Glossary of statement line items

Use this as a decoder when you sit down with your first statement audit.

  • Discount rate. The percentage charged against gross volume. On tiered pricing, you will see multiple discount rates (qualified, mid-qualified, non-qualified). On interchange-plus, the discount rate is the processor's markup above true interchange.
  • Per-item / per-authorization fee. A flat cent amount charged on every transaction or authorization attempt, typically 5 to 30 cents. Authorization fees apply even on declines.

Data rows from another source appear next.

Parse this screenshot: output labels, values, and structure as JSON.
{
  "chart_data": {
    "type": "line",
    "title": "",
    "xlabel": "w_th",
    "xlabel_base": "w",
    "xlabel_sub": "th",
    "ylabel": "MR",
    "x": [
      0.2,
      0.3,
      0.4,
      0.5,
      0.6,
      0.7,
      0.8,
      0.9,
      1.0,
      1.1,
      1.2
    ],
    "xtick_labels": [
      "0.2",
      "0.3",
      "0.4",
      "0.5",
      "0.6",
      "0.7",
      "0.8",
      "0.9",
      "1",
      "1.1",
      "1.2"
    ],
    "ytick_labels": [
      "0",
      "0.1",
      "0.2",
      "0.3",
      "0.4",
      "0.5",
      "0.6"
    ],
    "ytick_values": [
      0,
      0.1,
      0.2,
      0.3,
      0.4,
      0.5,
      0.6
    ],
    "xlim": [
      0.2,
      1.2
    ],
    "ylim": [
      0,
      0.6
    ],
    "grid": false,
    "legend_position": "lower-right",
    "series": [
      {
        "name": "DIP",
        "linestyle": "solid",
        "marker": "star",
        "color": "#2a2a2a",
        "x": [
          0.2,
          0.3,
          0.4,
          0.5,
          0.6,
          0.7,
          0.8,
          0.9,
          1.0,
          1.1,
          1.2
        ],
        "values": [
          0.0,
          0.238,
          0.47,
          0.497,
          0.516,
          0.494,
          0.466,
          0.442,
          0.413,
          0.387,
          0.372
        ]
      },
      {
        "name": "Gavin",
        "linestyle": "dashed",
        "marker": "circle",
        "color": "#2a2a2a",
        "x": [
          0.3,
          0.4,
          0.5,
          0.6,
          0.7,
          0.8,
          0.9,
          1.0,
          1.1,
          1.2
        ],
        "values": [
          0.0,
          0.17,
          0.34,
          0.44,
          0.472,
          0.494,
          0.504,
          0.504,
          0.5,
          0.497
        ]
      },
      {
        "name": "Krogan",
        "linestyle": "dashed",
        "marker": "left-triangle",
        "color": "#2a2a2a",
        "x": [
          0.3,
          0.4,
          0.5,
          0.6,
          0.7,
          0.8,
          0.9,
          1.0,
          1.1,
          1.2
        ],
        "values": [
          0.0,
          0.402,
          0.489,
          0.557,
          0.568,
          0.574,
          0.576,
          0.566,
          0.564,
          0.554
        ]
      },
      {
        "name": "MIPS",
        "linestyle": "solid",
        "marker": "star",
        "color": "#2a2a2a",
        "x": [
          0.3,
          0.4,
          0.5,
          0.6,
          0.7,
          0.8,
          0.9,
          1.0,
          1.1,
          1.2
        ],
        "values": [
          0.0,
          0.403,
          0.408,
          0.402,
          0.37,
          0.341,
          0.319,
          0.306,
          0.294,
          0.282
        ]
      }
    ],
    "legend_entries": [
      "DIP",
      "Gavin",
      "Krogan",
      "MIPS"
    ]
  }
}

  • Interchange line items. Labels like "CPS Retail," "EIRF," "Visa Signature Preferred," or "MC Merit III" reference specific interchange categories from the published Visa and Mastercard schedules. Each represents a different card type and transaction environment.
  • Visa Assessment Fee / Mastercard Assessment Fee. Card-brand fees of 0.14 percent and 0.1375 percent (under $1,000), respectively. Padding above these published rates is recoverable.
  • Network Access / APF / NABU. Per-transaction fees from the card networks of 1.95 to 2.0 cents. NABU is the Mastercard version; APF (Acquirer Processing Fee) is Visa's.
  • PCI Compliance Fee. A monthly $5 to $15 fee for the processor's PCI compliance program.
  • PCI Non-Compliance Fee. An additional $19.95 to $39.95 monthly fee charged if your annual SAQ is incomplete or expired.
  • Monthly Minimum. A contractual minimum in fees per month. If your actual fees are below the floor, you pay the gap.
  • Batch Fee. A $0.10 to $0.25 fee for each settlement batch submitted, usually one per business day per terminal.
  • Chargeback Fee. A $15 to $30 fee charged each time a customer disputes a transaction, regardless of whether you win the dispute.
  • Retrieval Request Fee. A $5 to $15 fee when a card issuer requests transaction documentation, often a precursor to a chargeback.
  • Statement Fee. A monthly $0 to $15 fee for producing the statement itself. Negotiable to zero in most cases.
  • Regulatory Product Fee / IRS Reporting Fee. Marketing names for processor revenue. There is no actual regulatory requirement for these fees.
  • Early Termination Fee. A penalty for canceling the contract before the term ends, typically $295 to $500 plus liquidated damages calculated against expected residual.